* * * *
*
Mary Cochran’s visits to the Walker household
came to an end very abruptly. One evening when
Hugh was in his room she came up the stairway with
the two boys. She had dined with the family and
was putting the two boys into their beds. It
was a privilege she claimed when she dined with the
Walkers.
Hugh had hurried upstairs immediately after dining.
He knew where his wife was. She was downstairs,
sitting under a lamp, reading one of the books of
Robert Louis Stevenson.
For a long time Hugh could hear the voices of his
children on the floor above. Then the thing happened.
Mary Cochran came down the stairway that led past
the door of his room. She stopped, turned back
and climbed the stairs again to the room above.
Hugh arose and stepped into the hallway. The schoolgirl
had returned to the children’s room because
she had been suddenly overtaken with a hunger to kiss
Hugh’s oldest boy, now a lad of nine. She
crept into the room and stood for a long time looking
at the two boys, who unaware of her presence had gone
to sleep. Then she stole forward and kissed the
boy lightly. When she went out of the room Hugh
stood in the darkness waiting for her. He took
hold of her hand and led her down the stairs to his
own room.
She was terribly afraid and her fright in an odd way
pleased him. “Well,” he whispered,
“you can’t understand now what’s
going to happen here but some day you will. I’m
going to kiss you and then I’m going to ask
you to go out of this house and never come back.”
He held the girl against his body and kissed her upon
the cheeks and lips. When he led her to the door
she was so weak with fright and with new, strange,
trembling desires that she could with difficulty make
her way down the stair and into his wife’s presence.
“She will lie now,” he thought, and heard
her voice coming up the stairs like an echo to his
thoughts. “I have a terrible headache.
I must hurry home,” he heard her voice saying.

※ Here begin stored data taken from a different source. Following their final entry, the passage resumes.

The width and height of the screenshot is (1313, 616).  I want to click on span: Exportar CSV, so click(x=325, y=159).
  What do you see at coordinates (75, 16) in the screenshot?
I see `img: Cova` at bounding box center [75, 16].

The voice was dull and heavy. It was not the voice
of a young girl.
“She is no longer like a young tree,”
he thought. He was glad and proud of what he
had done. When he heard the door at the back of
the house close softly his heart jumped. A strange
quivering light came into his eyes. “She
will be imprisoned but I will have nothing to do with
it. She will never belong to me. My hands
will never build a prison for her,” he thought
with grim pleasure.
Her name was Elsie Leander and her girlhood was spent
on her father’s farm in Vermont. For several
generations the Leanders had all lived on the same
farm and had all married thin women, and so she was
thin. The farm lay in the shadow of a mountain
and the soil was not very rich. From the beginning
and for several generations there had been a great
many sons and few daughters in the family. The
sons had gone west or to New York City and the daughters
had stayed at home and thought such thoughts as come
to New England women who see the sons of their fathers’
neighbors slipping away, one by one, into the West.